To be sure, get-out-the-vote drives, campaign money for ads, charismatic candidates and fervent volunteers are the needed notes that blend into any successful election. But it is the concert that most voters want to hear, and speaking at the University of Pennsylvania in Philadelphia, Kaine, joined by a feisty and pugnacious Gov. Ed Rendell, sounded the themes that will mark the next eight weeks of campaigning across the country.

Republicans say the Democratic arguments are just election propaganda and polls show the GOP making inroads strong enough to threaten Democratic control of Congress. In his speech, Kaine sought to galvanize his party’s base while laying out a rationale for keeping power. Here are those talking points that Democrats, to one degree or another, will use in most races.

1. It ain’t our fault because Bush and the GOP left us a mess.

Democrats, led by President Obama, have been pushing this argument for months. “No president has inherited a tougher set of circumstances than Barack Obama,” Rendell said on Wednesday.

Kaine was more specific. “The economic crisis that nearly brought our country to its knees was the end result of a decade of failed Republican policies. President Bush and Republicans squandered a budget surplus, ushered in record deficits, invited economic trouble by relaxing regulations on Wall Street and passed tax cuts for millionaires and billionaires while the rest of America struggled not to lose their grip on the American Dream.”

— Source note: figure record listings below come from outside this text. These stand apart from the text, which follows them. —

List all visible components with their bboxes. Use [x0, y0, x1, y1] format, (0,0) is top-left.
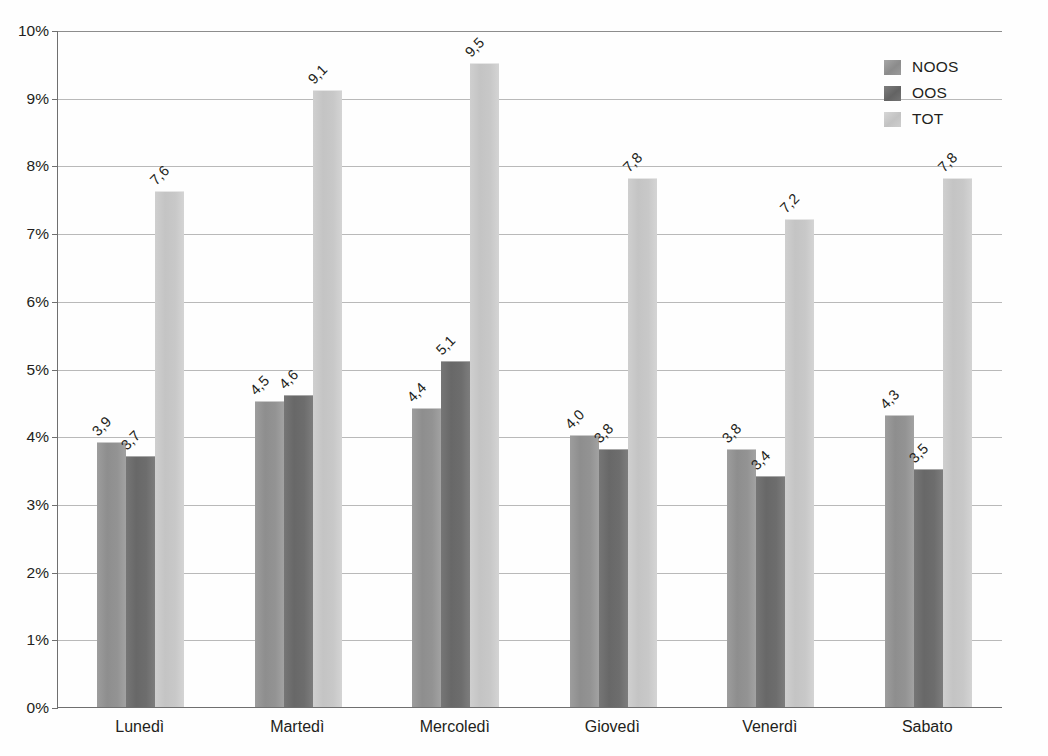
bar-tot-lunedì[interactable] — [155, 191, 184, 707]
y-axis-tick-label: 8% — [0, 157, 49, 175]
bar-value-label: 7,6 — [147, 163, 173, 189]
bar-value-label: 3,8 — [719, 420, 745, 446]
chart-legend: NOOSOOSTOT — [884, 55, 958, 133]
bar-tot-mercoledì[interactable] — [470, 63, 499, 707]
y-axis-tick — [52, 640, 58, 641]
bar-group: 4,03,87,8 — [570, 31, 657, 707]
gridline — [58, 166, 1002, 167]
y-axis-tick — [52, 302, 58, 303]
gridline — [58, 234, 1002, 235]
y-axis-tick — [52, 505, 58, 506]
y-axis-tick-label: 4% — [0, 428, 49, 446]
gridline — [58, 437, 1002, 438]
y-axis-tick-label: 10% — [0, 22, 49, 40]
gridline — [58, 99, 1002, 100]
bar-oos-venerdì[interactable] — [756, 476, 785, 707]
bar-value-label: 7,8 — [934, 149, 960, 175]
bar-oos-sabato[interactable] — [914, 469, 943, 707]
bar-group: 3,83,47,2 — [727, 31, 814, 707]
x-axis-label-sabato: Sabato — [902, 718, 953, 736]
bar-value-label: 7,2 — [777, 190, 803, 216]
y-axis-tick-label: 5% — [0, 361, 49, 379]
legend-item-oos[interactable]: OOS — [884, 81, 958, 105]
bar-tot-martedì[interactable] — [313, 90, 342, 707]
bar-value-label: 3,9 — [89, 413, 115, 439]
legend-swatch-oos — [884, 86, 901, 101]
y-axis-tick-label: 9% — [0, 90, 49, 108]
legend-label: TOT — [912, 110, 943, 128]
gridline — [58, 302, 1002, 303]
gridline — [58, 505, 1002, 506]
legend-swatch-noos — [884, 60, 901, 75]
gridline — [58, 573, 1002, 574]
bar-noos-venerdì[interactable] — [727, 449, 756, 707]
y-axis-tick-label: 0% — [0, 699, 49, 717]
y-axis-tick — [52, 99, 58, 100]
bar-value-label: 9,1 — [304, 61, 330, 87]
y-axis-tick-label: 2% — [0, 564, 49, 582]
y-axis-tick-label: 1% — [0, 631, 49, 649]
bar-value-label: 4,6 — [275, 366, 301, 392]
bar-noos-giovedì[interactable] — [570, 435, 599, 707]
y-axis-tick — [52, 166, 58, 167]
y-axis-tick — [52, 234, 58, 235]
x-axis-label-giovedì: Giovedì — [585, 718, 640, 736]
bar-value-label: 9,5 — [462, 34, 488, 60]
bar-value-label: 7,8 — [619, 149, 645, 175]
bar-value-label: 4,5 — [246, 373, 272, 399]
bar-value-label: 4,3 — [876, 386, 902, 412]
legend-item-tot[interactable]: TOT — [884, 107, 958, 131]
y-axis-tick-label: 6% — [0, 293, 49, 311]
x-axis-label-lunedì: Lunedì — [115, 718, 164, 736]
bar-group: 3,93,77,6 — [97, 31, 184, 707]
bar-value-label: 4,4 — [404, 380, 430, 406]
bar-noos-mercoledì[interactable] — [412, 408, 441, 707]
bar-value-label: 5,1 — [433, 332, 459, 358]
y-axis-tick — [52, 370, 58, 371]
legend-swatch-tot — [884, 112, 901, 127]
x-axis-label-martedì: Martedì — [270, 718, 324, 736]
y-axis-tick-label: 3% — [0, 496, 49, 514]
bar-tot-giovedì[interactable] — [628, 178, 657, 707]
legend-label: OOS — [912, 84, 947, 102]
bar-oos-martedì[interactable] — [284, 395, 313, 707]
bar-tot-venerdì[interactable] — [785, 219, 814, 707]
gridline — [58, 640, 1002, 641]
bar-noos-martedì[interactable] — [255, 401, 284, 707]
x-axis-label-mercoledì: Mercoledì — [420, 718, 490, 736]
y-axis-tick — [52, 31, 58, 32]
y-axis-tick-label: 7% — [0, 225, 49, 243]
bar-oos-lunedì[interactable] — [126, 456, 155, 707]
legend-label: NOOS — [912, 58, 958, 76]
y-axis-tick — [52, 573, 58, 574]
bar-oos-giovedì[interactable] — [599, 449, 628, 707]
chart-page: 0%1%2%3%4%5%6%7%8%9%10% 3,93,77,64,54,69… — [0, 0, 1048, 756]
bar-value-label: 4,0 — [561, 407, 587, 433]
bar-tot-sabato[interactable] — [943, 178, 972, 707]
y-axis-tick — [52, 437, 58, 438]
bar-noos-lunedì[interactable] — [97, 442, 126, 707]
x-axis-label-venerdì: Venerdì — [742, 718, 797, 736]
bar-group: 4,45,19,5 — [412, 31, 499, 707]
bar-oos-mercoledì[interactable] — [441, 361, 470, 707]
y-axis-tick — [52, 708, 58, 709]
gridline — [58, 370, 1002, 371]
gridline — [58, 31, 1002, 32]
legend-item-noos[interactable]: NOOS — [884, 55, 958, 79]
bar-group: 4,54,69,1 — [255, 31, 342, 707]
plot-area: 3,93,77,64,54,69,14,45,19,54,03,87,83,83… — [57, 31, 1002, 708]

2. Republicans are the uber-partisan party of hated big interests while Democrats fight for the middle class.

To be sure, all political parties represent some interests. The Founding Fathers established a political system so that faction would oppose faction and that the clash would lead to government action. The key is which interest is served and whether there can be compromise.

“Instead of working with Democrats to help to rebuild our economy and the middle class, Republicans have opposed every effort to undo the economic damage that their polices created,” Kaine argued. “Republicans are more interested in positioning themselves for the next election than they are the American people for the next generation.”

Kaine outlined Obama’s policies, including health insurance and Wall Street reforms, as examples of how the GOP blocked needed change. Republicans counter they are fighting policies they don’t like.

3. Republicans are more than obstinate, they are a dangerous collection of conservative outliers beyond the current political pale and want to reverse generations of advances.

Rendell was blunt, calling many GOP candidates “wackos” and “Froot Loops” for backing conservative “tea party” policies. Kaine was more diplomatic, but only linguistically.

“The Republican Party doesn’t just want to go back to the exact same agenda they pursued during the Bush years. They don’t just want to repeal the legislation President Obama and Democrats have enacted. They don’t just want to take away the changes you worked so hard to bring about,” Kaine said. “They want to take away the changes that your parents and grandparents and generations of Americans worked so hard to enact.”

Kaine then named some of what polls show are the more successful conservative GOP candidates and their positions, including Nevada’s Sharron Angle, who has said the United States should leave the United Nations; Colorado Republican Senate candidate Ken Buck and Alaska’s Joe Miller, who have questioned Social Security and. of course, Kentucky’s Rand Paul, who has questioned civil rights legislation as an unneeded example of big government. Especially galling are the growing attacks on the 14th Amendment, Kaine said.

4.Is there an affirmative argument for Democrats?

Rendell argued that Democrats should stress their successes and. unlike many, used the s-word: stimulus. Democrats should be trumpeting their efforts to help jump-start the economy, a position the GOP is fond of attacking as a failure of policy and of economics.

“Up to 3.3 million people employed in June owed their jobs to the Recovery Act. And an economy that was shrinking in 2008 is growing again,” Kaine noted. “They are rebuilding the roads, rails and runways that will help American businesses grow and add jobs. They’re building the solar panels, wind turbines, electric car batteries, and other critical 21st century goods here in the United States instead of overseas in China and India. They’re back at work making American cars -- including the cars of tomorrow -- vehicles with better gas mileage and reduced emissions.”